The evolution of data in our time

It’s really not clear why database vendors need a drastically new approach to intellectual property. Profits are high, evidence of copying is rare, and copyright already protects the most obvious form of copying (dumping the data to another medium in the same format).

But more profoundly, this five-year-old initiative smacks of an earlier age and of technologies that may soon be obsolete. The days of walking into a store to purchase a CD-ROM are quickly being replaced with online services. The wave of future disputes can be fond in the recent complaints of the eBay auction site against AuctionWatch.com and Bidder’s Edge, which offer search services that retrieve items from eBay along with its competitors.

A bit of eBay’s problem is that it has a hybrid revenue model, and is deprived of potential income from ads when people retrieve items from AuctionWatch.com and Bidder’s Edge instead of going directly to eBay. But eBay is piqued mainly because the search sites make it easy to compare its offerings to the competition, precisely the kind of application that is supposed to make the Internet so great for commerce. Would eBay pursue a Perl hacker who wrote an LWP program to retrieve and compare different offerings?
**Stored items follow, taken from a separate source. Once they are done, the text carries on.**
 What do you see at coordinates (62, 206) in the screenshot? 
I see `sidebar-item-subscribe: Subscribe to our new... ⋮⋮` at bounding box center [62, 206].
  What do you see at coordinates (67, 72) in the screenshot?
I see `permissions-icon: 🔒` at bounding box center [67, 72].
If the Collections of Information Antipiracy Act is passed, you can bet it will turn up in cases similar to eBay. Litigators will probably have to claim that linking is a form of copying, a slippery slope we don’t want to start down.

I’m sure there are legitimate intellectual property rights in new media such as the Internet, and old laws will have to updated or reinterpreted to provide a level playing field. But let’s not rush to create new forms of intellectual property even as the media that suggested them start to subside. It would be a shame if the innovations of cyberspace had to give way before a law that caused an outmoded view of the world to be set in stone.


Creative Commons License
This work is licensed under a Creative Commons Attribution 4.0 International License.